Alex carefully downloaded the zip file and transferred it to his phone. He then used a file manager to extract the contents of the zip file, which included a couple of .so files. These were the actual codec files.

The installation process wasn't straightforward, as it required moving these files to specific directories on the device where media player apps could find and use them. Alex followed the instructions provided in the forum thread, ensuring that the permissions were correctly set for the files.

Without NEON, an ARMv7 processor struggles with real-time video decoding beyond 480p. NEON makes the following possible:

Version 1.9.18.2 is rumored (based on developer forums) to include fixes for AAC-LD (low-delay) codec glitches and improved NEON pipeline scheduling.

Yes, for legacy hardware. If you are dusting off a 2013 Nexus 5, a Samsung Galaxy S4, or a first-generation Fire TV stick to use as a dedicated media player, the 1.9.18.2 armv7 neon codec is arguably the most stable build available. It balances memory efficiency with broad format support (MPEG-2, WMV, FLAC, AC3).

No, for modern devices. If you have a smartphone from 2020 or later (ARMv8.2 or ARMv9), using this 32-bit codec will actually reduce performance. Stick to 64-bit codecs (version 2.x or higher) for those devices.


→ **HOW TO COMPLETE THIS TASK**
Required from the data below: the exact lines starting at the line containing "This screenshot has width=552, height=252." and ending at the line containing "The height and", with both ends kept and all pictures dropped.

→ **DATA SUPPLIED**
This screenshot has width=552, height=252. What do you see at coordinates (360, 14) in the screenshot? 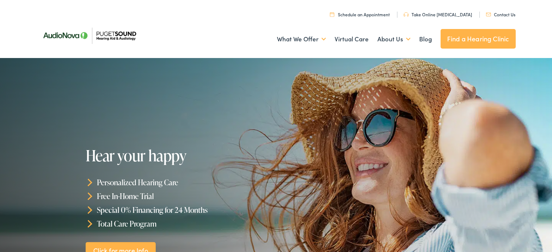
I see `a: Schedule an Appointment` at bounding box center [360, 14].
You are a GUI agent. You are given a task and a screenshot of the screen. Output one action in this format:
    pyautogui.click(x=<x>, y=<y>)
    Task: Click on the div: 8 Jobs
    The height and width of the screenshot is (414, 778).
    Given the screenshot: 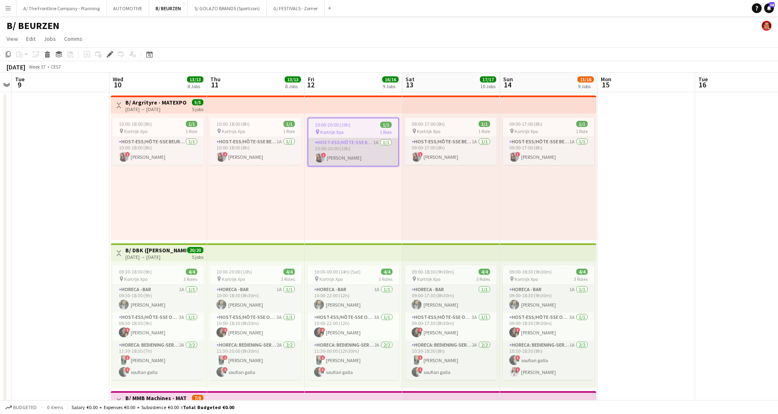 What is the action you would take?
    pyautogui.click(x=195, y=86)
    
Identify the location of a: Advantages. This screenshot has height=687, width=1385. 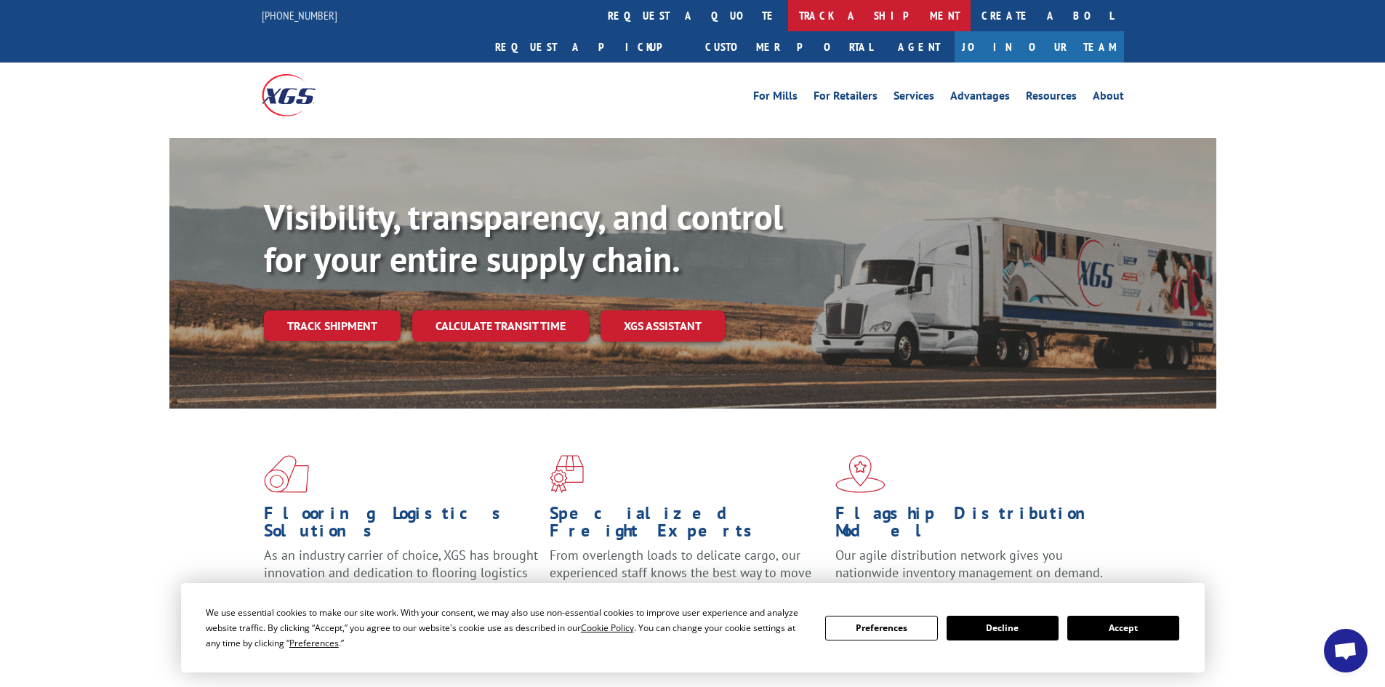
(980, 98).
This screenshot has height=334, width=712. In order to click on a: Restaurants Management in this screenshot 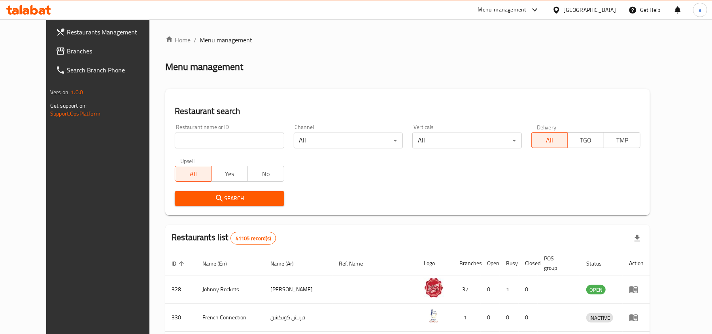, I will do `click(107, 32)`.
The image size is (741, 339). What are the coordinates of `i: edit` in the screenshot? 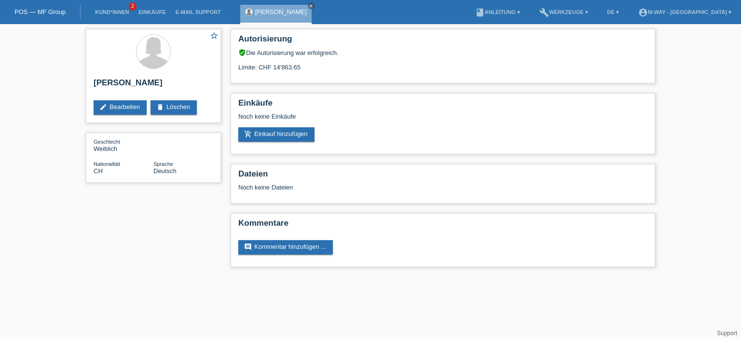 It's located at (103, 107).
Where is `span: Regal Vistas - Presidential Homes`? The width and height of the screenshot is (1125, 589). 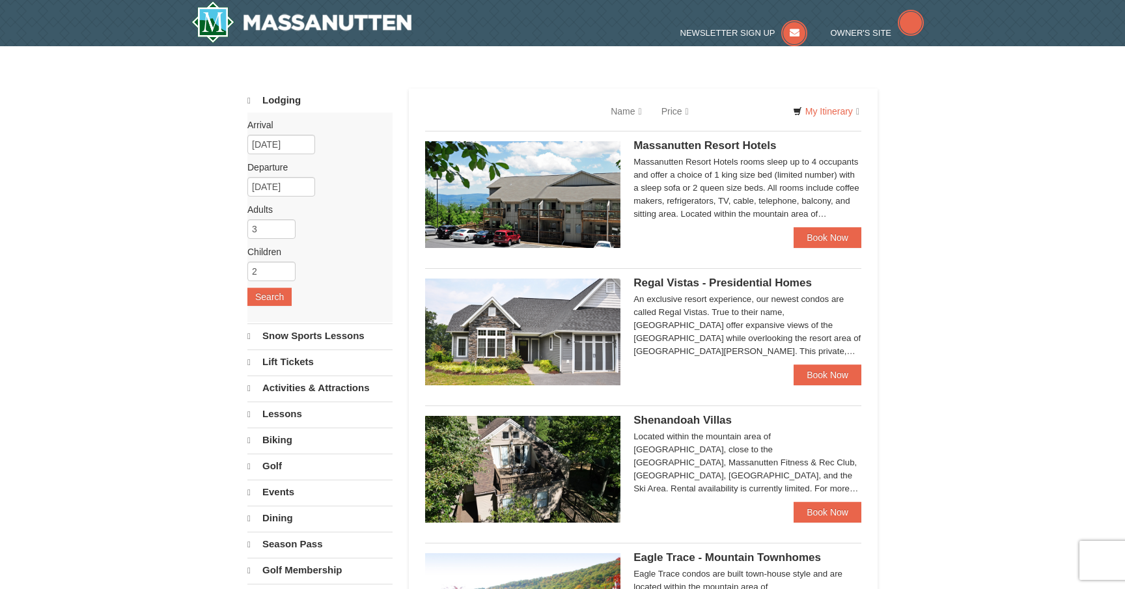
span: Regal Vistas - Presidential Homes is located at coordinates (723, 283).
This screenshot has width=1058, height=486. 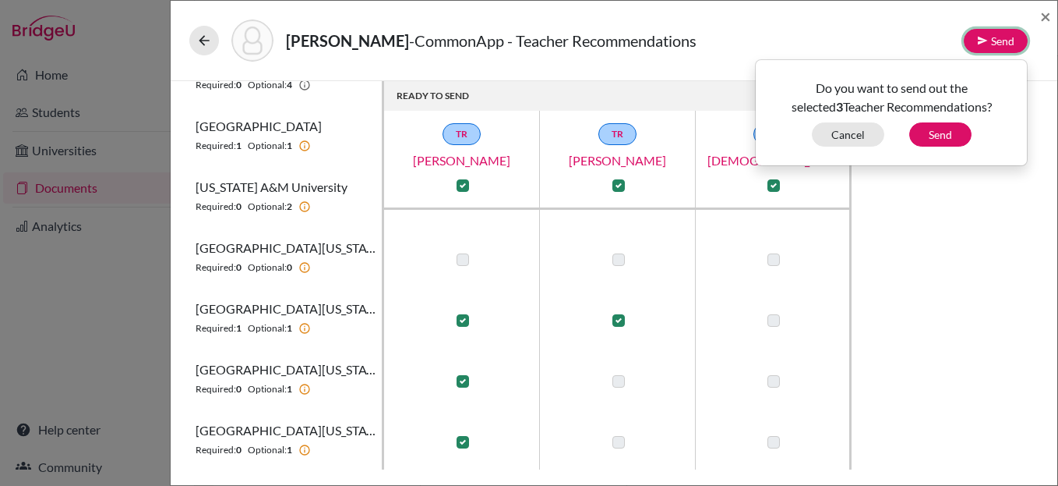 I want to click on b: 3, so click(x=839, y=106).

--

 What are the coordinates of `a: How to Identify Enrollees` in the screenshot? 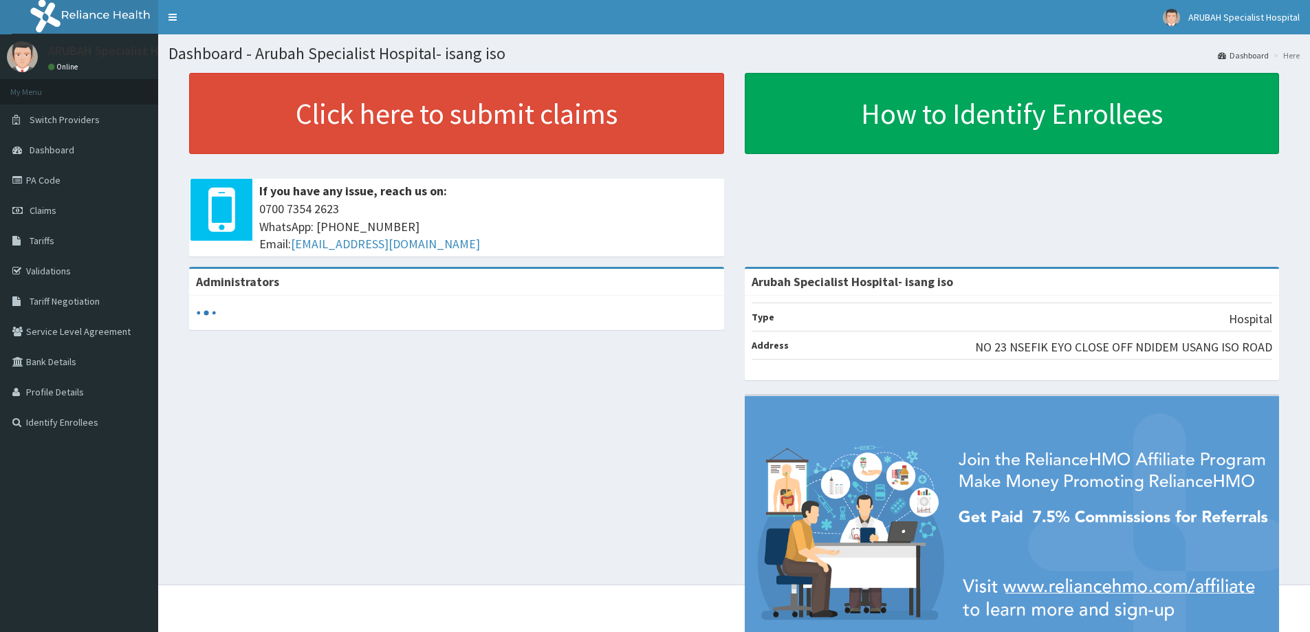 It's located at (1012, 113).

==

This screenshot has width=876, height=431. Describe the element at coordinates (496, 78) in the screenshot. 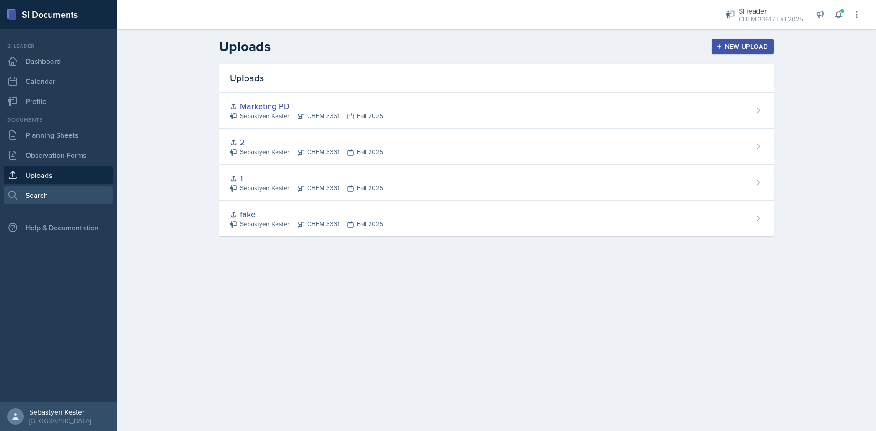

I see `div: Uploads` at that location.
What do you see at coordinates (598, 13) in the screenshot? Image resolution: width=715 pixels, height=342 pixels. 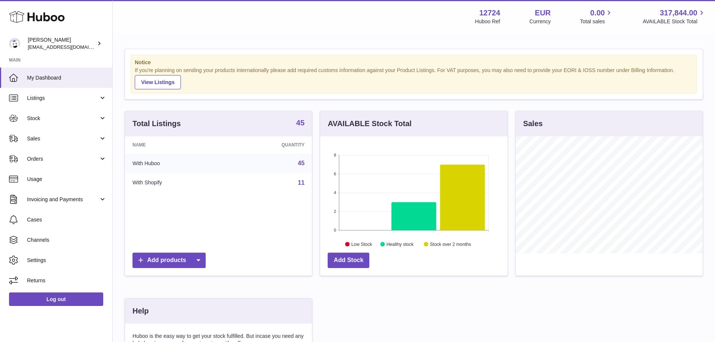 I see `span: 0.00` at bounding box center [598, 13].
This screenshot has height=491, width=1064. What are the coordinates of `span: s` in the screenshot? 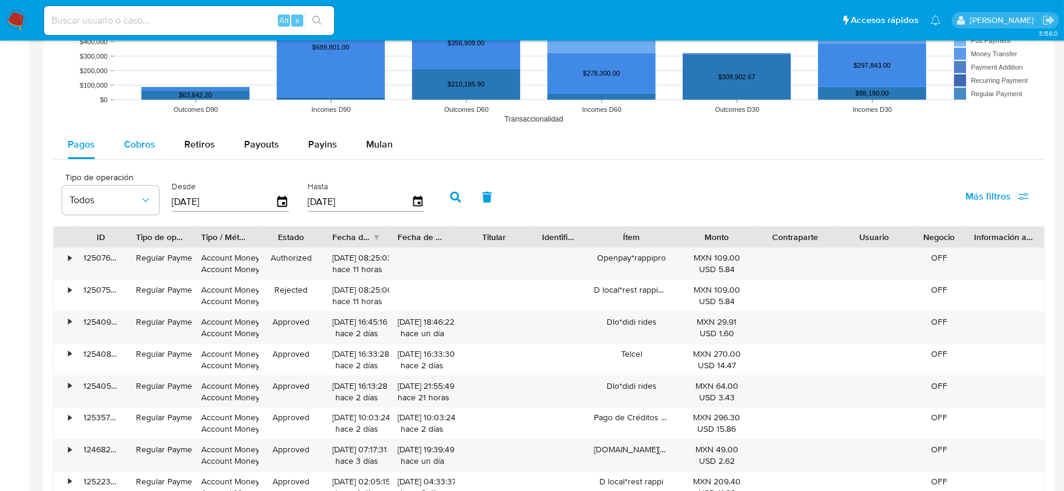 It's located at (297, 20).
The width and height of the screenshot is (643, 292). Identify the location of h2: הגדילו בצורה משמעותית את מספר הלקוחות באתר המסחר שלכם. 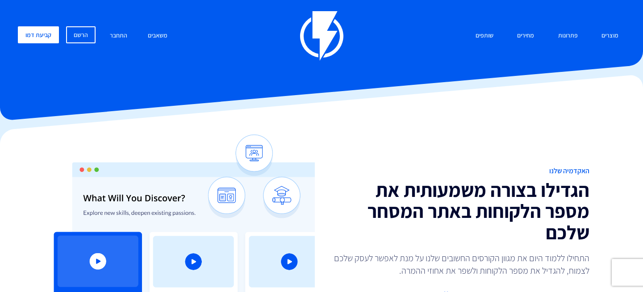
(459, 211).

→ **ANSWER SPACE**
This screenshot has width=552, height=252. What do you see at coordinates (360, 14) in the screenshot? 
I see `a: Schedule an Appointment` at bounding box center [360, 14].
You are a GUI agent. You are given a task and a screenshot of the screen. Output one action in this format:
    pyautogui.click(x=<x>, y=<y>)
    Task: Click on the div: 8 Jobs
    The height and width of the screenshot is (414, 778).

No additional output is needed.